Romania will not sell its prized natural gas producer Romgaz to a strategic investor but will consider listing it on a stock exchange along with other companies from the energy sector, a minister said yesterday. The government had planned to sell a majority stake in the country’s second-biggest gas producer this year as part of its strategy to overhaul the debt-ridden energy sector before expected European Union entry in 2007. But Economy Minister Codrut Seres told Reuters in an interview that the initial Cabinet plan to give up control over Romgaz was no longer on the table. “We do not need a strategic partner,” Seres said. “Romgaz needs a different approach. Either listing on a stock exchange both in Bucharest and abroad or a minority shareholder with a management agreement.”
The ministry had aimed to sell a 30 percent stake in Romgaz followed by a share capital increase to boost an investor’s stake to at least 51 percent or sell a majority stake directly. In addition, the ministry had planned listing of up to 15 percent of Romgaz and other state-owned firms to boost activity on the illiquid Bucharest stock exchange. Credit Suisse First Boston was hired to advise the Cabinet on what would be the best strategy for Romgaz and its recommendation should be ready early next year, Seres said. “There’s no urgency to sell 51 percent of Romgaz... and I really think that discussing its privatization is a topic for the next two years,” he said.
Six major companies have expressed an interest in taking over Romgaz, which produces about 7 billion cubic meters of gas annually, over the past months. These firms are: E.ON Ruhrgas, BASF unit Wintershall, Russia’s LUKOIL, Gazprom, Gaz de France and Hungary’s MOL.
Romania’s gas consumption is the highest in Eastern Europe at 18 billion cubic meters a year. It covers about 65 percent of its needs from its own sources and imports the rest from Russia.
New listings
Seres also said the government had no intention to sell the monopoly gas pipeline operator, Transgaz, but said the firm’s shares should appear on the Bucharest bourse sometime next year. “Transgaz will not be sold to a strategic investor for sure. We have a similar plan as with Transelectrica and plan to list 15 percent,” he said. Last month’s offering of a 10 percent stake in power grid Transelectrica was almost six times oversubscribed. Fully state-owned Transgaz reported a turnover of 770 million lei (216 million euros) and a net profit of 138 million lei in 2005. It transported some 16.2 billion cubic meters of gas last year. Seres said the bourse listing may also be the best option for the planned sale of three smaller electricity distributors, Electrica Transilvania Nord and Sud and Electrica Muntenia Nord, which serve some 3.4 million clients in total. “The last three distributors are not such big companies so there might be a recommendation to privatize them in a package of two-plus-one,” he said.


*Assignment:*
Among the entries below, find all lines that include "title" and copy them.

*Records provided:*
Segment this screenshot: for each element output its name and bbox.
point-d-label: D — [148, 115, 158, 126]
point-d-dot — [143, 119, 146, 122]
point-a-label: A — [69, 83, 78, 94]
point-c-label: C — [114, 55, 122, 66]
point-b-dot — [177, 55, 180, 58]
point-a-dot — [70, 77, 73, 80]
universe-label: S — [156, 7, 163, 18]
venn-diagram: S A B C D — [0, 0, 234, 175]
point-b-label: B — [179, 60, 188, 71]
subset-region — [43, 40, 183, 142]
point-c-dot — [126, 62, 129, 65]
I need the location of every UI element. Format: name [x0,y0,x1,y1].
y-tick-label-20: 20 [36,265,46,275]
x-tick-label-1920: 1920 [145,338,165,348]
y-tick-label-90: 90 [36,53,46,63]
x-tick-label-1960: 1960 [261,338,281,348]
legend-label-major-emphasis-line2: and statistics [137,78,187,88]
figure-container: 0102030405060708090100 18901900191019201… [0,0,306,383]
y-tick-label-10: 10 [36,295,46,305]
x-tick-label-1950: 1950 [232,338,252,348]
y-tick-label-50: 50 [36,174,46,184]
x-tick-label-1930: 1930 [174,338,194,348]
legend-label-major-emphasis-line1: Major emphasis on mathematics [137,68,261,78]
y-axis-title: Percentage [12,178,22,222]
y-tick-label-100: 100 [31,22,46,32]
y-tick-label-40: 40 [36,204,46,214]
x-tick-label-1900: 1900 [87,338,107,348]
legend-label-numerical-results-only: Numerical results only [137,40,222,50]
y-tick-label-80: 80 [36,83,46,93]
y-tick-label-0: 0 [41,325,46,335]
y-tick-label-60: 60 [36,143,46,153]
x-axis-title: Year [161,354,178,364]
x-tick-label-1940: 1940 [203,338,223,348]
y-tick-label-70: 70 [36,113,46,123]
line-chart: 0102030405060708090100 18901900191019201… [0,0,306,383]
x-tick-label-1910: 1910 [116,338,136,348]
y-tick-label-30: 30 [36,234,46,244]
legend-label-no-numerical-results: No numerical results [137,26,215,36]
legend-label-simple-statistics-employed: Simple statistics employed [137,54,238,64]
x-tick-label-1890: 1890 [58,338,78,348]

*Task response:*
y-axis-title: Percentage [12,178,22,222]
x-axis-title: Year [161,354,178,364]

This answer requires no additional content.